Nothing like the real thing

When most Xpress readers talk about going out to hear live music, they typically mean original material performed by the singer or band that wrote it. But this is in no small part a conceit of living in a city that enjoys both considerable home-town talent and a constant influx of high-profile touring acts.

Which means many self-described local-music lovers turn a deliberately deaf ear to the multitudes of working WNC bands that, however talented they may be, amount to little more than live-action jukeboxes.

Cover bands, however, boast some of the hardest-working musicians around. These people are the hired guns of the local scene, playing three or four shows a week for crowds that may not even remember the band’s name by the next morning.

Is that the life Martini really wants for his group? While The SexPatriates are a cover band, they play on the decidedly hipper end of that spectrum. Does he really think The Hangar’s AC/DC- and Lynyrd Skynyrd-loving crowd would dig his band’s renditions of songs by Screamin’ Jay Hawkins and Iggy Pop?
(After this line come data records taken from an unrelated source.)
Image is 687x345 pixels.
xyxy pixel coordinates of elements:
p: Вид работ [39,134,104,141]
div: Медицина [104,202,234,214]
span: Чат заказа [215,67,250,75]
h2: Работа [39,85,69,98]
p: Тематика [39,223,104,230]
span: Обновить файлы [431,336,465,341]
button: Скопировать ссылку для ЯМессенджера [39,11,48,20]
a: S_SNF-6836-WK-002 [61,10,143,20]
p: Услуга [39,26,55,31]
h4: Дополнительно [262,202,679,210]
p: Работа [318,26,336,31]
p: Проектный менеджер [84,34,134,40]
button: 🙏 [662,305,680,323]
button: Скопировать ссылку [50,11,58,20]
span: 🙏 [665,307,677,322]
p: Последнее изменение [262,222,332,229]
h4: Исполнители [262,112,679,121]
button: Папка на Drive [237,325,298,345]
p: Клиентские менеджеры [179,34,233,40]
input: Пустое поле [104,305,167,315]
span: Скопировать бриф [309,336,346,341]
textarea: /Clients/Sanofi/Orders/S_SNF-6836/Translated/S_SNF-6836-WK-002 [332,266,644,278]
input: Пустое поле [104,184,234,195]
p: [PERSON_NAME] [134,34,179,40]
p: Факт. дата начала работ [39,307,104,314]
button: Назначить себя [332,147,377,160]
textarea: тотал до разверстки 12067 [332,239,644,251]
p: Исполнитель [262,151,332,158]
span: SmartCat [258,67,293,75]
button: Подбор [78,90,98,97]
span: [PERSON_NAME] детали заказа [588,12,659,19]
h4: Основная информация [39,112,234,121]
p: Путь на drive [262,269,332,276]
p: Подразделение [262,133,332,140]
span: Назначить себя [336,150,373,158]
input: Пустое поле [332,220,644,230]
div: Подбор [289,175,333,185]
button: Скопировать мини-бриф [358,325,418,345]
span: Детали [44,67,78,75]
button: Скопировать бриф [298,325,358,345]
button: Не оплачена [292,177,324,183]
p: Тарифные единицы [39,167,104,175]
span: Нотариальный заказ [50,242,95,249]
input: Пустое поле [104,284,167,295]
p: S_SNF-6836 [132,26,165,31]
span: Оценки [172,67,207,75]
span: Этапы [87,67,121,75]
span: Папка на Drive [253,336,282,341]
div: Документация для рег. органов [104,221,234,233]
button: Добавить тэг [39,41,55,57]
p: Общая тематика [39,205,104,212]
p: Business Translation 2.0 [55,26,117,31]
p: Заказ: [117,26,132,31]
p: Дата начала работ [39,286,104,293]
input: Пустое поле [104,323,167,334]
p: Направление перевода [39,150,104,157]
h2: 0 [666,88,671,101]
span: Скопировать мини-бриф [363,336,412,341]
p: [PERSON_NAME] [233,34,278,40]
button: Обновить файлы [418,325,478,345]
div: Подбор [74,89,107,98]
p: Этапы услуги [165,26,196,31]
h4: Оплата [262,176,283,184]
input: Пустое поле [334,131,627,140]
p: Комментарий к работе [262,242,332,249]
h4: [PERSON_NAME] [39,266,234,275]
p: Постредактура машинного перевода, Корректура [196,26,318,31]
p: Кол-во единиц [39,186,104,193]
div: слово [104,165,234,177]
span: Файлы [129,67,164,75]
I try to ask him, but he quickly shuts the questions down.

“Not now!”

The “Best Thong” contest has just begun.

Kronik town

“No, you’ve got it all wrong!” Tom Boza emphatically declares when we talk by phone. “We wanted to get away from that [stoner] image — that’s why we changed the spelling of the band’s name to Kronik with two ‘K’s. We’re chronic musicians — incurable performers and music lovers — not chronic dope smokers and drug addicts.”

Still, it’s hard to believe that a band clever enough to send out its promotional kit in a pizza box marked “Extra Cheese” isn’t using its name — “chronic” being a euphemism for pot — to rope in extra fans.

“Sure, sure,” Boza concedes. “It doesn’t hurt. But we always tell the crowds that — just to be safe — if they have any illegal drugs, they should bring them up to the stage so that we can dispose of them properly.”

At this, he explodes in laughter.

The stereotypical cover act is a gaggle of ungracefully aging men with long hair and beer guts rocking out to songs they should have long since outgrown. In the case of Kronik, though, at least one part of that equation isn’t true. When Boza’s not playing drums or helping manage his band, he works as a barber, an occupation that generally frowns upon overgrown locks.

My first experience with Kronik came during last spring’s WestFest. There they seemingly hijacked the down time between the music-and-arts festival’s official performances by playing at top volume from the porch of their rehearsal house on Haywood Street, just across from the event’s main stage.

“We were just being neighborly,” recalls Boza. “We asked the organizers if we could play while the other bands set up, and they said they didn’t mind. We thought it would be a nice way of welcoming everybody to West Asheville.”

Kronik is an interesting case. Though most members are men in or beyond their 40s, the band’s repertoire is full of relatively modern radio rock.

A typical Kronik set might include “Figured You Out” (by Nickelback), “She Hates Me” (Puddle of Mudd) or even a slower number like “Arms Wide Open” (Creed), all integrated with classic fare by Judas Priest, Blackfoot or ZZ Top. This mix is something Boza describes as a “business decision” — a way to remain competitive in an increasingly crowded local-bar scene.

“We wanted to play the newer songs for the younger crowds,” explains Boza. “There are plenty of other cover groups that play classic rock, and that’s fine, but with this band, we wanted to do something a little newer and a little heavier.”

Band members’ own hearts, though, dwell elsewhere. Boza and his confederates grew up listening to groups like Santana, and they still find ways of working the occasional classic-rock tune — say, by Bob Dylan or Joe Walsh — into their set.

But more and more, Boza admits, the members of Kronik find themselves playing what their audience would rather hear.